At that moment I became aware of a subtle shift. We'd been bodiless, even as the banter got hostile. Now we suddenly came into our bodies and sized one another up. I wasn't any taller, but I pr
obably had a few pounds on him. Not that we were about to pounce on each other, but the physical element was suddenly tangible.
"I'm not sure," he said carefully.
"Let's have a look." I stepped up to his desk and put my hands on the keyboard, and I had to nudge him aside to do it. "Index." I spoke aloud as I tapped out the commands. "Client, file. Phoneblum." The set of diagrams blinked into existence.
I stepped back. "So. You thought a design like that was meant for babyheads. That look like what I described?"
"Yes."
"You draw this up?"
"We draw up thousands of proposals—"
"Right, right. You remember Phoneblum?"
"No." Too fast, too firm.
"What if I told you those blueprints were found curled up in the fist of a dead man?"
Bayzwaite swallowed hard. "I guess I'd say that I wanted to contact the Office before I said anything further. I'm not so good at this game of questions and answers."
"Well they weren't, so relax." I laughed. "Nobody's good at questions and answers anymore, so don't worry about that either." I realized I wasn't learning anything. I'd already seen the designs, and I'd more than confirmed the connection. Twisting Bayzwaite's arm wasn't going to get me any more. If I was hard up for arms to twist, I could come back later. He wasn't going anywhere.
I took my business card out of my pocket. "Call this before you call the Office. I'm working on keeping a guy out of the freezer, and I'll take any help I can get. If you or your ' partner remember anything..." I put the card on his desk and picked up my license. Bayzwaite took the card and put it in the drawer of his desk. His face was blank.

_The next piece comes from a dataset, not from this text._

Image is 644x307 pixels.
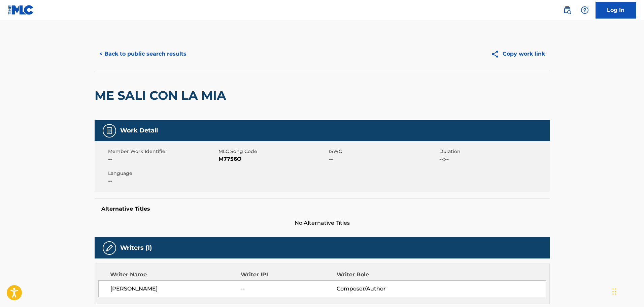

I went outside, nodded at the receptionist, and passed through the cavern of poured glass to the exit doors. Coming this way, I almost liked the effect of the early afternoon sun on the distorted walls of the office, all blurry and chiaroscuro, like some kind of underwater dream. I went into the corridor and pressed the button for the elevator.
The attendant handed over my car, and I drove out into the sun and parked on a side street behind the Overmall. I pulled out the mirror in my glove compartment and snorted up a couple of lines of the new batch of make, the first I'd used today. It had the effect of flashing my memory back over the events of the past two days: the kangaroo in the rain, Morgenlander in my office, and, most of all, Angwine in the bar of the Vistamont. The drug should have provided the sense of remove I craved; instead it served to focus and intensify my disquiet.